American startup Anthropic has launched a broad market offensive, presenting the Claude Cowork toolset and the Remote Control mobile application. Simultaneously, the company officially accused Chinese competitors, including DeepSeek and MiniMax, of mass violation of service terms through systematic downloading of Claude model responses for training their own systems. Tensions are intensified by reports from US administration officials, according to which DeepSeek is training its latest systems on advanced Nvidia Blackwell processors, suggesting circumvention of export restrictions.
Anthropic's Corporate Offensive
The introduction of Claude Cowork and Remote Control aims to monopolize automation services for investment banking and engineering.
Accusations of Data Theft
Anthropic and OpenAI accuse China's DeepSeek of illegally using their models to train its own AI systems.
Nvidia Chips in China
The White House confirmed that DeepSeek uses banned Nvidia processors to build its next breakthrough model.
The artificial intelligence market has entered a phase of open technological and legal conflict. Anthropic, one of the sector leaders, presented Claude Cowork – a solution designed to automate complex processes in engineering, finance, and human resources. The launch of the Claude Opus 4.5 model and the Claude Code tool for autonomous programming garnered significant interest from developers, though it did not translate into sharp increases in the stock prices of software companies on the stock exchanges. Investors welcomed the expansion of the offering with specific business tools with relief, despite earlier concerns about AI's impact on the traditional IT service models of companies like IBM. Simultaneously, Anthropic leveled serious accusations against Chinese entities. According to the company, DeepSeek and MiniMax models were trained on data generated by the Claude bot, constituting a blatant violation of intellectual property. The situation is exacerbated by a White House statement confirming that DeepSeek has access to the latest Nvidia graphics chips. This discovery calls into question the effectiveness of US sanctions aimed at limiting China's access to strategically significant technology. Since 2022, the United States has been systematically tightening export limits on advanced chips to China, fearing their use for military and surveillance purposes. Beijing responds to these steps by intensifying domestic research and building alternative supply chains. In the face of growing competitive pressure, Anthropic is placing increasing emphasis on protecting its models from data theft, sparking lively debate among experts. The company declares continued commitment to ethics, but the intense race with OpenAI and Chinese rivals forces an ever-faster pace of innovation implementation while simultaneously tightening access to technology. Meanwhile, the CEO of Workday noted ironically that despite the rivalry, both Anthropic and OpenAI operate on his company's systems, which shows deep interconnections within the entire tech ecosystem. „We are seeing systematic harvesting of our models by Chinese firms, which undermines the foundations of fair competition in the AI sector.” — Dario Amodei
Mentioned People
- Aneel Bhusri — CEO of Workday, commented on the dependence of AI startups on traditional software.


- Activity:
Search through the entries for the word "Dashboard" and copy every line that has it.

Top of Exercise materials

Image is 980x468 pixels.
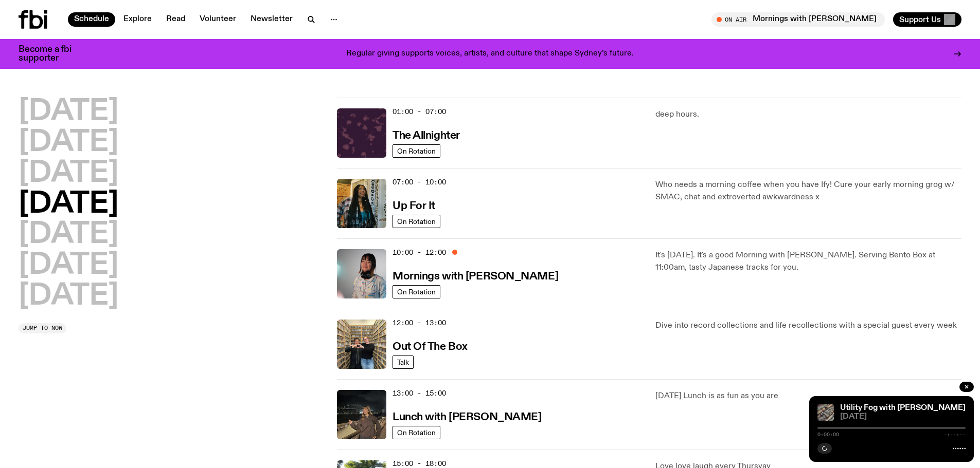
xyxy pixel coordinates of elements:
button: [DATE] [19,129,119,157]
span: On Rotation [397,288,435,295]
span: 10:00 - 12:00 [392,248,446,257]
span: 01:00 - 07:00 [392,107,446,117]
span: Support Us [900,15,941,25]
span: Jump to now [23,325,62,331]
button: Jump to now [19,323,66,333]
a: The Allnighter [392,129,460,141]
button: [DATE] [19,251,119,280]
p: [DATE] Lunch is as fun as you are [656,390,961,402]
a: On Rotation [392,426,440,439]
span: 13:00 - 15:00 [392,388,446,399]
h3: The Allnighter [392,130,460,141]
span: -:--:-- [944,432,966,438]
span: [DATE] [840,413,966,421]
a: Talk [392,355,413,369]
p: It's [DATE]. It's a good Morning with [PERSON_NAME]. Serving Bento Box at 11:00am, tasty Japanese... [656,250,961,274]
span: 07:00 - 10:00 [392,178,446,187]
a: Schedule [68,13,115,27]
a: Explore [117,13,158,27]
button: Support Us [893,13,961,27]
a: Up For It [392,199,435,212]
p: Regular giving supports voices, artists, and culture that shape Sydney’s future. [346,49,634,58]
a: Mornings with [PERSON_NAME] [392,269,558,282]
a: On Rotation [392,145,440,157]
h3: Become a fbi supporter [19,45,85,63]
a: Read [160,13,191,27]
a: Newsletter [244,13,299,27]
button: On AirMornings with [PERSON_NAME] [711,13,885,27]
p: Who needs a morning coffee when you have Ify! Cure your early morning grog w/ SMAC, chat and extr... [656,179,961,203]
button: [DATE] [19,282,119,311]
img: Ify - a Brown Skin girl with black braided twists, looking up to the side with her tongue stickin... [337,179,386,228]
h3: Out Of The Box [392,342,468,353]
button: [DATE] [19,221,119,250]
img: Cover of Andrea Taeggi's album Chaoticism You Can Do At Home [817,405,833,421]
button: [DATE] [19,190,119,219]
a: Out Of The Box [392,339,468,353]
h3: Mornings with [PERSON_NAME] [392,272,558,282]
a: Volunteer [193,13,242,27]
p: Dive into record collections and life recollections with a special guest every week [656,320,961,332]
a: On Rotation [392,215,440,228]
p: deep hours. [656,108,961,121]
a: Lunch with [PERSON_NAME] [392,410,541,423]
span: On Rotation [397,217,435,225]
img: Matt and Kate stand in the music library and make a heart shape with one hand each. [337,320,386,369]
span: On Rotation [397,147,435,155]
span: On Rotation [397,428,435,437]
img: Izzy Page stands above looking down at Opera Bar. She poses in front of the Harbour Bridge in the... [337,390,386,439]
h3: Up For It [392,201,435,212]
a: On Rotation [392,285,440,299]
h3: Lunch with [PERSON_NAME] [392,412,541,423]
img: Kana Frazer is smiling at the camera with her head tilted slightly to her left. She wears big bla... [337,250,386,299]
button: [DATE] [19,159,119,188]
span: 12:00 - 13:00 [392,318,446,328]
button: [DATE] [19,97,119,126]
a: Utility Fog with [PERSON_NAME] [840,404,966,412]
span: Talk [397,358,409,366]
span: 0:00:00 [817,432,839,438]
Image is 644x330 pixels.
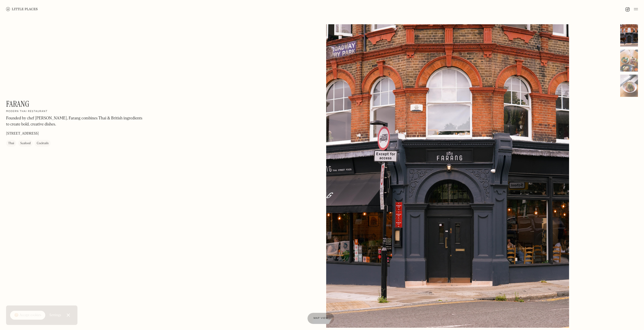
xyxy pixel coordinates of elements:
[63,310,73,320] a: Close Cookie Popup
[20,141,31,146] div: Seafood
[6,131,39,136] p: [STREET_ADDRESS]
[14,313,41,318] div: 🍪 Accept cookies
[10,311,45,320] a: 🍪 Accept cookies
[6,99,29,109] h1: Farang
[6,110,47,113] h2: Modern Thai restaurant
[49,309,61,321] a: Settings
[37,141,49,146] div: Cocktails
[308,313,334,324] a: Map view
[8,141,14,146] div: Thai
[314,317,328,319] span: Map view
[49,313,61,317] div: Settings
[6,115,143,128] p: Founded by chef [PERSON_NAME], Farang combines Thai & British ingredients to create bold, creativ...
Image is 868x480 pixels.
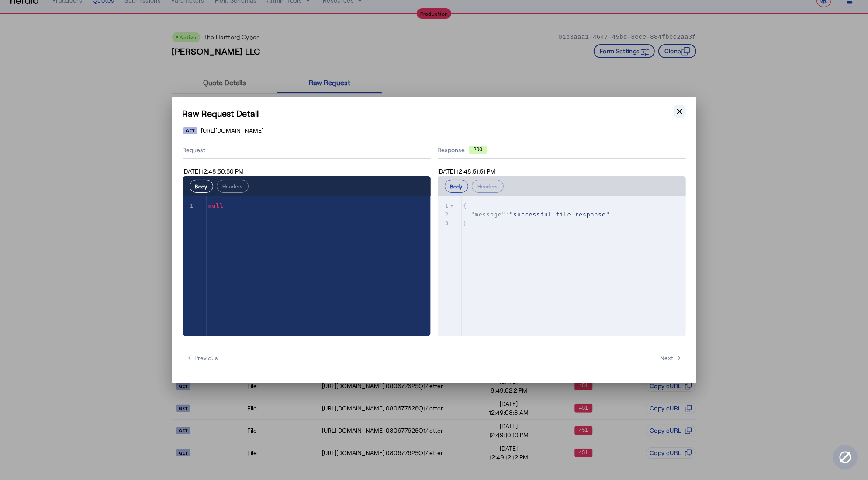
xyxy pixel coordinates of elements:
button: Previous [183,350,222,366]
div: 2 [438,210,451,219]
span: "message" [471,211,506,218]
button: Body [445,180,468,193]
div: 3 [438,219,451,227]
span: } [464,220,468,227]
span: [URL][DOMAIN_NAME] [201,126,263,135]
div: Response [438,145,686,154]
div: 1 [183,202,195,210]
span: "successful file response" [510,211,610,218]
span: { [464,202,468,209]
button: Headers [216,180,248,193]
span: Next [661,354,683,363]
button: Headers [472,180,504,193]
span: Previous [186,354,219,363]
span: null [208,202,224,209]
span: [DATE] 12:48:50:50 PM [183,168,244,175]
div: 1 [438,202,451,210]
button: Next [657,350,686,366]
span: [DATE] 12:48:51:51 PM [438,168,496,175]
div: Request [183,142,431,159]
h1: Raw Request Detail [183,107,686,119]
text: 200 [473,147,482,153]
button: Body [189,180,213,193]
span: : [464,211,611,218]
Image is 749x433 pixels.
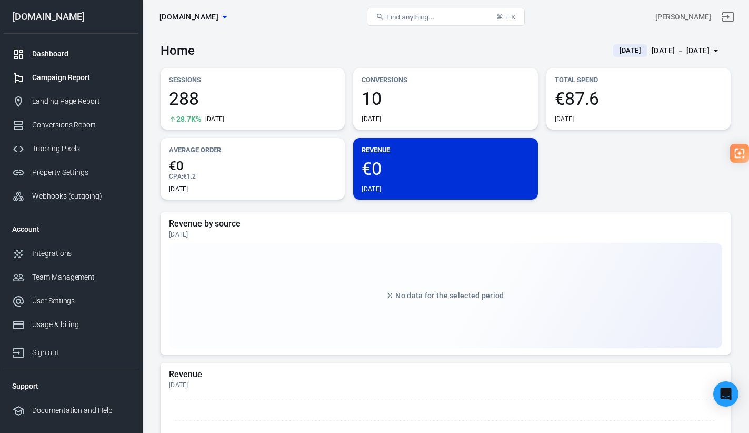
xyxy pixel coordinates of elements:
[361,115,381,123] div: [DATE]
[555,89,722,107] span: €87.6
[651,44,709,57] div: [DATE] － [DATE]
[169,185,188,193] div: [DATE]
[715,4,740,29] a: Sign out
[4,113,138,137] a: Conversions Report
[32,143,130,154] div: Tracking Pixels
[32,272,130,283] div: Team Management
[4,66,138,89] a: Campaign Report
[655,12,711,23] div: Account id: NG0iH9GQ
[32,248,130,259] div: Integrations
[4,242,138,265] a: Integrations
[4,42,138,66] a: Dashboard
[32,72,130,83] div: Campaign Report
[4,184,138,208] a: Webhooks (outgoing)
[395,291,504,299] span: No data for the selected period
[4,216,138,242] li: Account
[169,74,336,85] p: Sessions
[32,319,130,330] div: Usage & billing
[361,89,529,107] span: 10
[4,265,138,289] a: Team Management
[169,230,722,238] div: [DATE]
[32,167,130,178] div: Property Settings
[367,8,525,26] button: Find anything...⌘ + K
[4,336,138,364] a: Sign out
[4,289,138,313] a: User Settings
[183,173,196,180] span: €1.2
[4,137,138,160] a: Tracking Pixels
[496,13,516,21] div: ⌘ + K
[4,313,138,336] a: Usage & billing
[159,11,218,24] span: theambitiousman.fr
[32,119,130,130] div: Conversions Report
[169,173,183,180] span: CPA :
[160,43,195,58] h3: Home
[32,96,130,107] div: Landing Page Report
[169,144,336,155] p: Average Order
[169,369,722,379] h5: Revenue
[155,7,231,27] button: [DOMAIN_NAME]
[32,347,130,358] div: Sign out
[361,185,381,193] div: [DATE]
[4,89,138,113] a: Landing Page Report
[615,45,645,56] span: [DATE]
[176,115,201,123] span: 28.7K%
[361,144,529,155] p: Revenue
[169,159,336,172] span: €0
[361,159,529,177] span: €0
[32,405,130,416] div: Documentation and Help
[169,380,722,389] div: [DATE]
[32,48,130,59] div: Dashboard
[386,13,434,21] span: Find anything...
[32,190,130,202] div: Webhooks (outgoing)
[555,115,574,123] div: [DATE]
[4,12,138,22] div: [DOMAIN_NAME]
[555,74,722,85] p: Total Spend
[605,42,730,59] button: [DATE][DATE] － [DATE]
[4,160,138,184] a: Property Settings
[713,381,738,406] div: Open Intercom Messenger
[169,89,336,107] span: 288
[361,74,529,85] p: Conversions
[205,115,225,123] div: [DATE]
[32,295,130,306] div: User Settings
[4,373,138,398] li: Support
[169,218,722,229] h5: Revenue by source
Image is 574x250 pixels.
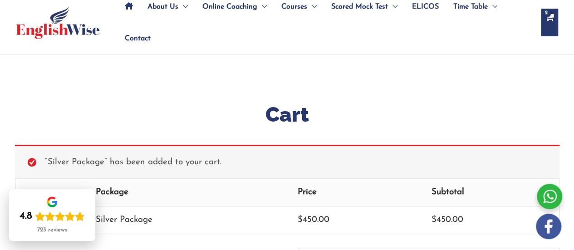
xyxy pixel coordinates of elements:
img: cropped-ew-logo [16,6,100,39]
bdi: 450.00 [431,216,463,224]
div: Silver Package [96,212,280,227]
th: Subtotal [423,179,559,206]
a: View Shopping Cart, 2 items [541,9,558,36]
div: 723 reviews [37,226,67,234]
img: white-facebook.png [536,214,561,239]
span: Contact [125,23,151,54]
span: $ [298,216,303,224]
div: “Silver Package” has been added to your cart. [15,145,560,178]
bdi: 450.00 [298,216,329,224]
div: Rating: 4.8 out of 5 [20,210,85,223]
a: Contact [118,23,151,54]
h1: Cart [15,100,560,129]
th: Package [87,179,289,206]
th: Price [289,179,423,206]
span: $ [431,216,436,224]
div: 4.8 [20,210,32,223]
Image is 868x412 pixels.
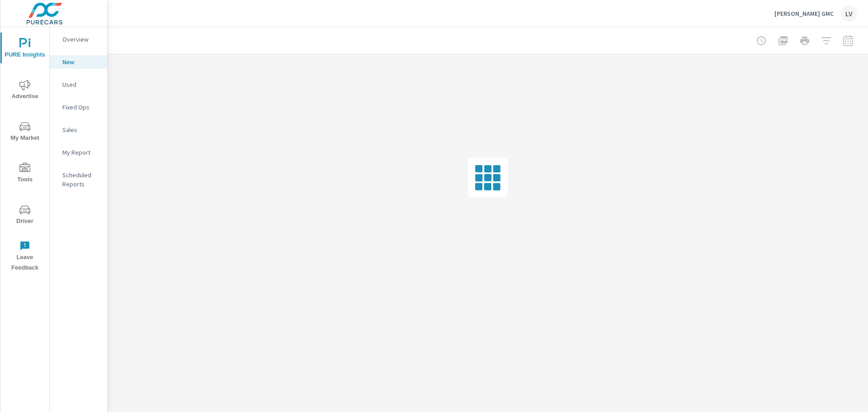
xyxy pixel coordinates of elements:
[50,55,107,69] div: New
[50,78,107,92] div: Used
[62,103,100,112] p: Fixed Ops
[50,101,107,114] div: Fixed Ops
[50,146,107,159] div: My Report
[62,148,100,157] p: My Report
[3,163,47,185] span: Tools
[62,80,100,89] p: Used
[1,27,49,277] div: nav menu
[62,125,100,134] p: Sales
[50,168,107,191] div: Scheduled Reports
[62,58,100,67] p: New
[50,33,107,46] div: Overview
[62,35,100,44] p: Overview
[3,240,47,273] span: Leave Feedback
[62,171,100,189] p: Scheduled Reports
[50,123,107,137] div: Sales
[3,38,47,60] span: PURE Insights
[3,204,47,226] span: Driver
[3,122,47,143] span: My Market
[775,10,834,17] p: [PERSON_NAME] GMC
[3,80,47,102] span: Advertise
[841,6,858,22] div: LV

Bottom of Exercise materials

- Response to the task:
[4,42,138,66] a: Dashboard
[32,48,130,59] div: Dashboard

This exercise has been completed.